By the end of our breakfast, we were back to laughing, comparing notes on parenthood, aging and our hopes for the future of journalism. We parted friends, and I felt glad, as always, to have seen him. And then the holidays came and I pretty much forgot about our breakfast.

Until the latest issue of Philly mag hit the newsstands.

As I read Bob's piece, my spirit sagged. It broke no new ground, as Bob hoped it would. It was presumptuous about both blacks and whites.

And much as Bob had wanted it to be "brave," there is nothing brave about a piece that relies 100 percent on unnamed white people to share anecdotes about unnamed black people.
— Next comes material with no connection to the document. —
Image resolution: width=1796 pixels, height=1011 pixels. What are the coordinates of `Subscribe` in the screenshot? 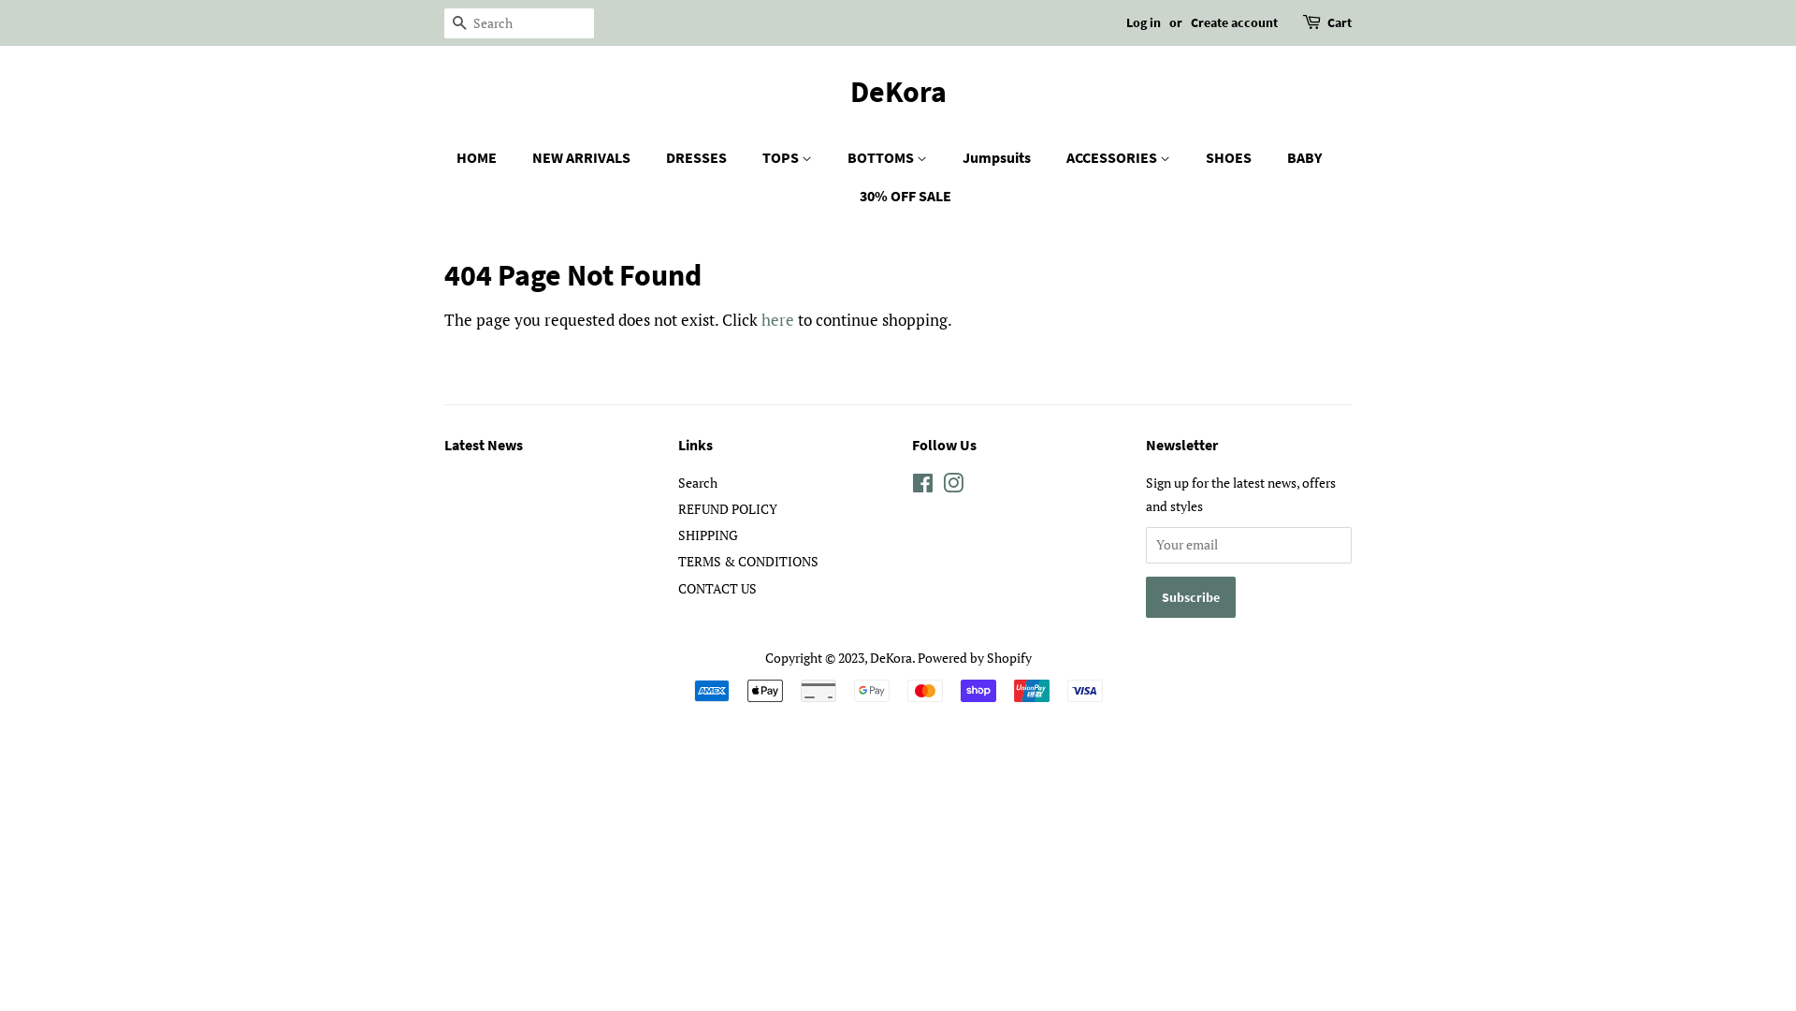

Instead, it wussed out in the same way that the anonymous commenters at the end of online newspaper or magazine stories wuss out.

I expected more from a piece that ran more than 5,000 words - a length of space we would kill for here at the Daily News.

Sadly, Bob's piece didn't advance any conversation about race, as Philly mag editor (and my longtime friend) Tom McGrath promised in his editor's note about the story.

"To not talk about race is to admit that we can never move forward," he said.

But move forward from what, exactly? Tom doesn't say.

But he does say that to "not do the story would be to declare that the problems of Philadelphia's underclass are theirs and theirs alone.

"In truth, the fact that nearly a third of African-Americans here live below the poverty line - and in many cases live surrounded by violence - remains Philadelphia's single biggest issue, the one that drives every other issue, from crime and violence to schools and unemployment."

But 17 percent of whites also now live in poverty in Philadelphia, along with 42 percent of Hispanics and 30 percent on Asians. The city as a whole has gotten poorer in the past decade.

So why is Philly mag more focused on poor blacks than on the poor of every color?

Bob Huber wanted his piece to start a conversation, he told me during our breakfast.

Well, it did. I only wish it had been more worthy of the space the magazine gave it.